I am reminded of that quote when I think of the works of Steve Carrell:  Anchorman, Dan in Real Life,  The 40 Year Old Virgin, Cafe Society,  Date Night, Dinner for Schmucks, The Morning Show, The Four Seasons, all about little men trying desperately to find meaning in jobs and wives that they hate. Coincidentally, this is precisely the "job, house, wife, kids" trajectory that I rebelled against growing up.

So I wasn't planning to watch the HBO MAX series Rooster (2026).  Then the promo showed a young man telling Steve, "nice washboard (abs)," referring to the hunk on the cover of his book.  Later he seems to become Steve's sidekick.  So Steve probably writes gay novels, and probably has a gay sidekick.  Enough potential to review Episode 1.


Scene 1: 
Famous novelist Greg Russo (Steve) looks morose as he is escorted through the elegant Spanish Colonial campus of Ludlow College (actually the University of the Pacific, Stockton).  He sees a naked old guy, who waves -- but his escort, Eric (Myles Perez, left), doesn't see anyone.  A hallucination?

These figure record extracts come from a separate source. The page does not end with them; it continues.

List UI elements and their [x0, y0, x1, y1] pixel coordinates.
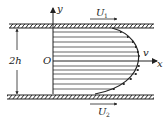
velocity-label: v	[143, 47, 149, 58]
top-plate	[9, 24, 154, 28]
flow-diagram: y x O 2h v U 1 U 2	[0, 0, 165, 123]
bottom-plate-velocity-subscript: 2	[106, 111, 110, 118]
gap-label: 2h	[8, 55, 22, 66]
bottom-plate	[7, 95, 154, 99]
top-plate-velocity-subscript: 1	[104, 12, 108, 19]
x-axis-label: x	[157, 58, 163, 69]
origin-label: O	[43, 55, 51, 66]
y-axis-label: y	[56, 3, 63, 14]
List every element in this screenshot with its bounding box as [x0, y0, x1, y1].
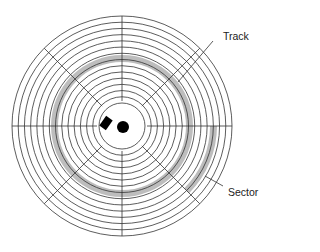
sector-divider — [142, 48, 200, 106]
sector-divider — [44, 146, 102, 204]
spindle-key-icon — [99, 116, 112, 130]
track-label: Track — [223, 30, 249, 42]
track-leader-line — [178, 41, 213, 82]
sector-label: Sector — [228, 186, 258, 198]
sector-divider — [142, 146, 200, 204]
spindle-hole-icon — [117, 121, 129, 133]
spindle — [99, 116, 129, 133]
sector-divider — [44, 48, 102, 106]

Eric tells him to wait here, then zones him out and refuses to speak anymore.  Fortunately, Professor Shepherd, who arranged his campus visit,  is just walking up. 

He's nervous -- he writes trashy beach novels, not literature: "Characters you like have sex, characters you don't like get shot in the face."  Why would elite college students want to see him?  

Scene 2: The reading, in a giant lecture hall.  The students criticize his protagonist, Rooster, for describing the Girl in food terms during their 17 sexual acts (18, if you count the blow job). Isn't that sexist?  

Russo counters that she is strong and powerful -- she rescues Rooster, remember? "But she takes off her bikini top to do it."   A jock praises that scene: "The Girl is smokin'!"  Hey, isn't he the gay sidekick?  I'm starting to suspect that I've been tricked.


Scene 3
: Next Russo meets the College President (John C. McGinley, the homophobic, sexist jerk on Scrubs).  He strips to his underwear to show off his physique: "You're thinking, most college presidents are bookish shut-ins, but this guy is jacked!" He looks like the naked guy from earlier.  So it wasn't a hallucination, just a crazy act that would never happen on any real college campus.

They allude to a "sex scandal" involving Katie and Archie (not mentioned before), and the President offers Russo a job as Writer-in-Residence.  "But I didn't even go to college."  "Who cares?  It's over-rated."  Academic malaise at its snarkiest. 





Left: McGinley's butt

Scene 4:  Next stop: Another giant lecture hall, a lecture on French impressionism, Monet at Giverny.  It's Russo's daughter Katie, a professor of art history (and the sex scandal lady).  As the students leave, she notes that her Dad doesn't like interacting with other humans, so they can get extra credit for looking him in the eye and saying "I love you very much."  A student does it!

Next Katie points out that the college has asked Russo to do a reading a billion times; why agree now?  "Admit it -- you're checking up on me, to see if I'm ok after the sex scandal."  We finally find out what it is: her husband Archie dumped her for a grad student.  Hetero Romance Problem #1.  

She has no idea why. Everything was normal, and then she was moving into the dead hockey coach's house.   Everybody on campus knows, and keeps staring at her and asking questions.  And it's difficult to avoid running into him or his new girlfriend on a small campus.  She's about to crack.

She points them out, sitting on a park bench.  "The girlfriend isn't even hot.  She's like a regular person.  Why did he dump me for her?"  Maybe he liked her personality?

As Russo peeks through the bushes, husband Archie and the girlfriend leave, and a lesbian couple notice him.  They think he's a perv, har har.   He runs away as they film him.  

Spoiler alert: This is set up to have consequences, like Russo being arrested, or the job offer rescinded, but it is never mentioned again.


Scene 5
: Russo stops at a convenience store for some water.  Tommy (Maximo Salas), the jock from earlier, praises the Rooster books. Uh-oh, he forgot his id, so Russo buys his beer for him.  If he's under 21, you're in big trouble, buddy.